I need to access an excel spreadsheet and insert the data from the spreadsheet into a SQL Database. However the Primary Keys are mixed, most are numeric and some are alpha-n
For VISTA compatibility you can use EXCEL 12.0 driver in connection string. This should resolve your issue. It did mine.
hi all this code is gets alphanumeric values also
using System.Data.OleDb;
string ConnectionString = @"Provider=Microsoft.Jet.OLEDB.4.0;" + "Data Source=" + filepath + ";" + "Extended Properties="+(char)34+"Excel 8.0;IMEX=1;"+(char)34;
string CommandText = "select * from [Sheet1$]";
OleDbConnection myConnection = new OleDbConnection(ConnectionString);
myConnection.Open();
OleDbDataAdapter myAdapter = new OleDbDataAdapter(CommandText, myConnection);
ds = null;
ds = new DataSet();
myAdapter.Fill(ds);
The Excel data source picks a column type for the entire column. If one of the cells doesn't match that type exactly, it leaves blanks like that. We had issues where our typist entered a " 8" (a space before the number, so Excel converted it to a string for that cell) in a numeric column. It would make sense to me that it would try the .Net Parse methods as they are more robust, but I guess that's not how the Excel driver works.
Our fix, since we were using database import services, was to log all the rows that 'failed' this way. Then, we went back to the XLS document and re-typed those cells, to ensure the underlying type was correct. (We found just deleting the space didn't fix it--we had to Clear the whole cell first, than re-type the '8'.) Feels hacky and isn't elagent, but that was the best method we found. If the Excel driver can't read it in correctly by itself, there's nothing you can do to get that data out of there once you're in .Net.
Just another case where Office hides the important details from users in the name of simplicity, and therefore making it more difficult when you have to be exact for power uses.
The {} means this is some sort of empty object and not a string. When you hover over the object you should be able to see its type. Likewise, when you use quickwatch to view dr["..."] you should see the object type. What type is the object you receive?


- **WHAT YOU WILL DO**
No pictures, please. Copy exactly the lines from the one with "Locate an element" through the final line below.

[Stored items]
▬▬▬
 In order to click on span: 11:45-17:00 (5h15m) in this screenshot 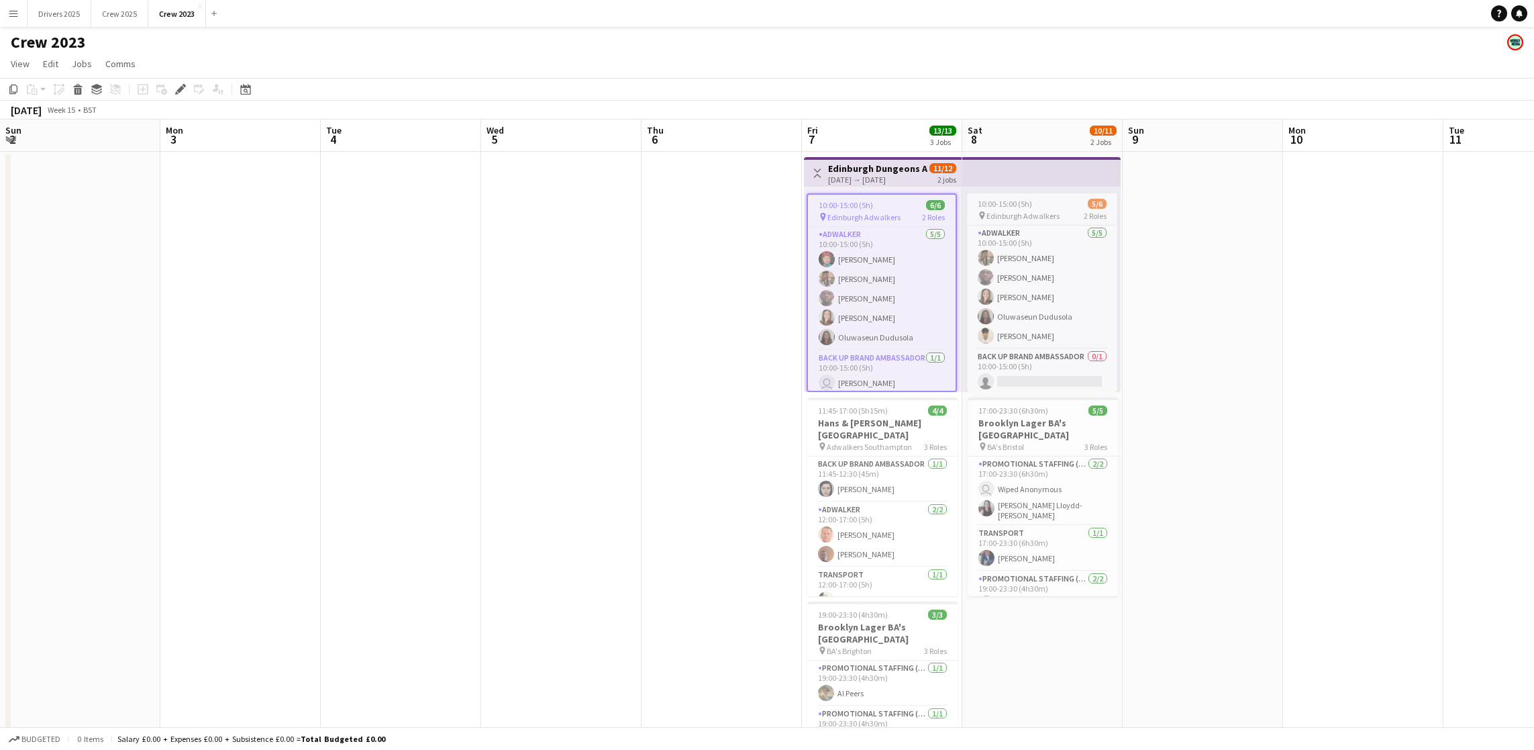, I will do `click(853, 410)`.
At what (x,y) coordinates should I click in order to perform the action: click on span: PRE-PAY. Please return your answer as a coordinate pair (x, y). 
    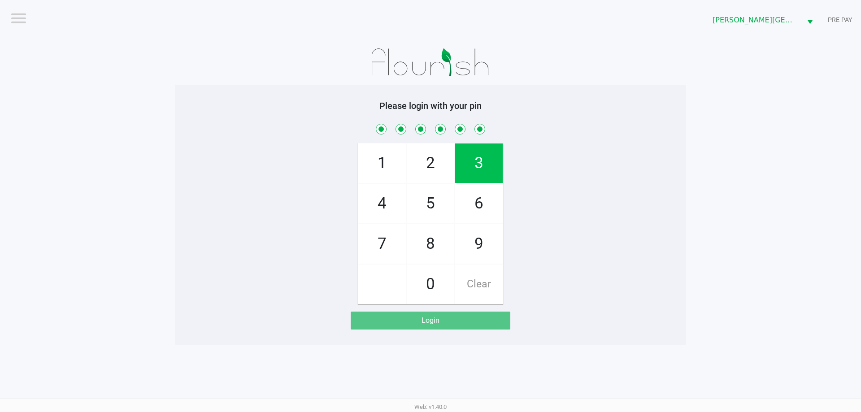
    Looking at the image, I should click on (840, 20).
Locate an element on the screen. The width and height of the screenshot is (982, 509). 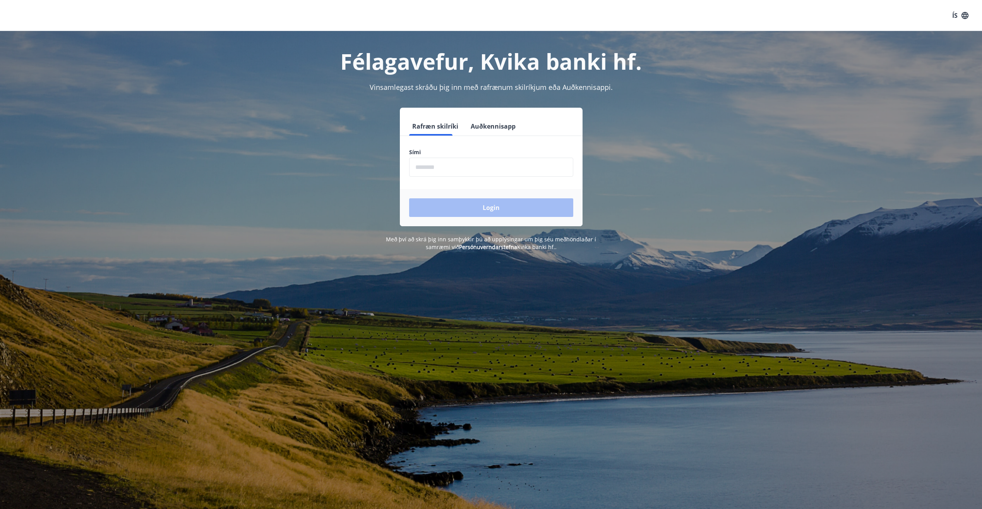
button: Auðkennisapp is located at coordinates (493, 126).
▬▬▬
- **RESULT FOR THIS EXERCISE**
Locate an element on the screen. The width and height of the screenshot is (982, 509). 
button: Auðkennisapp is located at coordinates (493, 126).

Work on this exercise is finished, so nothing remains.